A tourist or newcomer might be excused for thinking the Academy of Art University is a thriving art institution in a town full of artists. But if you've been in town for a while, you start noticing that the AAU's presence constantly increases. More buildings, more shuttle buses -- impressive! You might wonder how they achieve such success.
In fact, the AAU is well known to San Franciscans as little more than a real estate scam. Yes, there are classes and workshops and dorms, and the shuttle buses ferry registered "students." But the quality of the art education offered by the institution is well known to be mediocre. How, then, is the organization apparently growing by leaps and bounds? Basically it works like this:
- Government grants you status as non-profit educational institution. Under this status, you pay no real estate taxes.
- Sign up students and help them get gobs of student loan money. The money goes straight to the institution for "tuition."
- Hire mediocre instructors at low pay.
- Use the extra money to buy San Francsico real estate. Pay no taxes on it.

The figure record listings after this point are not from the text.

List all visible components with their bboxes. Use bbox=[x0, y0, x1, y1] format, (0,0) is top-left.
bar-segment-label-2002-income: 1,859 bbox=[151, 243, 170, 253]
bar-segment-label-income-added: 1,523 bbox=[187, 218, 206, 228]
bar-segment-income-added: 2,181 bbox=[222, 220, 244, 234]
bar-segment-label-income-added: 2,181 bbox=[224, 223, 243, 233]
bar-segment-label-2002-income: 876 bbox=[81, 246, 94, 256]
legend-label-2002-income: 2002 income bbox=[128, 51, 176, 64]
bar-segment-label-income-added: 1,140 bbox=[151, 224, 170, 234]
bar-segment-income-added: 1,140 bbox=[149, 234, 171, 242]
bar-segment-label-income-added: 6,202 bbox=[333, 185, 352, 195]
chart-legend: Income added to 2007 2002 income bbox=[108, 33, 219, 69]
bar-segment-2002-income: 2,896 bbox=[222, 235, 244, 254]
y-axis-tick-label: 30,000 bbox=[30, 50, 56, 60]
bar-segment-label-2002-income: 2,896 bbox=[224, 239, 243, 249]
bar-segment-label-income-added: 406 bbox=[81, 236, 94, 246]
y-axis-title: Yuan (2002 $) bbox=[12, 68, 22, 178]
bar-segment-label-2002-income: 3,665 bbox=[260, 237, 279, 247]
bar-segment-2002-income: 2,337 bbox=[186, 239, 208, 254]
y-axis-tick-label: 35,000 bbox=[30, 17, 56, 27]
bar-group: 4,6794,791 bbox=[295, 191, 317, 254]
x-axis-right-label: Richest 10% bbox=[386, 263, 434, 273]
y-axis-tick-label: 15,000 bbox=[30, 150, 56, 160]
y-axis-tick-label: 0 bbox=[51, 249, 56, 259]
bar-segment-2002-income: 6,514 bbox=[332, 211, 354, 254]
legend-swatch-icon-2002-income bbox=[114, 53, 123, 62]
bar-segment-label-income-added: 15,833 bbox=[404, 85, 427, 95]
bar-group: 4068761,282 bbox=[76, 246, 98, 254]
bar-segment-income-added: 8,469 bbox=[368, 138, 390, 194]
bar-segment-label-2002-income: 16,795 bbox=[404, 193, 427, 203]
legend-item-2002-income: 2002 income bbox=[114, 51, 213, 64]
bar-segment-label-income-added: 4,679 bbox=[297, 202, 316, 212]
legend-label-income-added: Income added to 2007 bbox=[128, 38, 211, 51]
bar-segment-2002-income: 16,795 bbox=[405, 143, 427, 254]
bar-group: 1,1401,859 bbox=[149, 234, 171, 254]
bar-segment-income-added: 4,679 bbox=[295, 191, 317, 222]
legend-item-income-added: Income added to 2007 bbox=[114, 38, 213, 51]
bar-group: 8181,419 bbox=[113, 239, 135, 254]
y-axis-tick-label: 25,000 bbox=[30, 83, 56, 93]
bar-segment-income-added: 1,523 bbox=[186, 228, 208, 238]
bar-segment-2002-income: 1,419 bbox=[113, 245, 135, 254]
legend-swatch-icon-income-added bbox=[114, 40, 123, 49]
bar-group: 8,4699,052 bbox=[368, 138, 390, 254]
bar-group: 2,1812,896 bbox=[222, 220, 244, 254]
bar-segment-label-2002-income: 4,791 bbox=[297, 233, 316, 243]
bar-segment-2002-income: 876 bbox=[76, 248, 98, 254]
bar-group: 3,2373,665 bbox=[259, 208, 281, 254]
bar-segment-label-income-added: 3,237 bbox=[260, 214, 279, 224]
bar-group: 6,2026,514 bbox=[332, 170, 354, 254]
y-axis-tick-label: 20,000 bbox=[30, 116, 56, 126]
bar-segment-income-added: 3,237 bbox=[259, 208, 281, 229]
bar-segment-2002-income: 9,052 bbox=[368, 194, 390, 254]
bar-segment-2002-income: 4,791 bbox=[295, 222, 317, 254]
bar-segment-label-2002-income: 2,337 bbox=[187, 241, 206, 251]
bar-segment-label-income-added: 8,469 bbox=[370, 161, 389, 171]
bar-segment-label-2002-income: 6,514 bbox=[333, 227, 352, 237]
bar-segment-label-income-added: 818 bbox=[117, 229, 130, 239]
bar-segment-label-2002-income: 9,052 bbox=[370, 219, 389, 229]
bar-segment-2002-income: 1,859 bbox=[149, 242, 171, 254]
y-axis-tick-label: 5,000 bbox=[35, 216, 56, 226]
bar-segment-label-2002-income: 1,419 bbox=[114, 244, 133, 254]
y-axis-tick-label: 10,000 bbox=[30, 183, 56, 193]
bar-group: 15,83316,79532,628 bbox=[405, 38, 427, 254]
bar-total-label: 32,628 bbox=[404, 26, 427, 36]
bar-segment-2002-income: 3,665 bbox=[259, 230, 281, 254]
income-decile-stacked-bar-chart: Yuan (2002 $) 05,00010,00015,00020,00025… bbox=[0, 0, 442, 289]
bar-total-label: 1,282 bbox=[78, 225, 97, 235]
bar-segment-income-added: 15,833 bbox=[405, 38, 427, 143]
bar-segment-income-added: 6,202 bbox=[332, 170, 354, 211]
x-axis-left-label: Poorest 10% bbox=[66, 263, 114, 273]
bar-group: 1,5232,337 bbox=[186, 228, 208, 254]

- Real estate appreciates, now worth 2x, 3x or more what you paid for it. Your "educational institution" now owns hundreds of millions of dollars worth of prime real estate in a world city. Happy!
- Award "graduating" students worthless degrees, which they don't care much about, because many of them are foreign students here on a lark. They go home, resume their lives, having had a year or two jaunt as "art students" in San Francisco. Happy!
- Many students default on student loans -- government and lenders unhappy.
- City of SF loses ability to collect tax on dozens of buildings. Recipients of city services unhappy.
It works like a charm, and now they're imitating it in India:
... Several new private "universities" have also opened up recently in Himachal. According to a local daily, the Tribune, one of these institutions enrolled students and started offering courses even before it came into legal existence. You might put down this haste to the high demand for quality education among India's overwhelmingly youthful population. But as the Tribune described in a series of reports, the universities not only lack faculties, laboratories and libraries; a few do not meet the criteria for acquiring property in the state.
In other words, private universities have become a pretext for real estate speculators to acquire expensive land from the government: another example of the collusion between state and private business manifested recently in some of India's biggest corruption scandals. These sweetheart deals would be somewhat excusable if, unlike most Indian institutions of learning, the private universities offered an education rather than degrees. But they are only interested in extracting steep tuition fees from parents anxious for their children to join India's new economy. Not surprisingly, as the Wall Street Journal pointed out, 75% of technical graduates and more than 85% of general graduates in India are unemployable.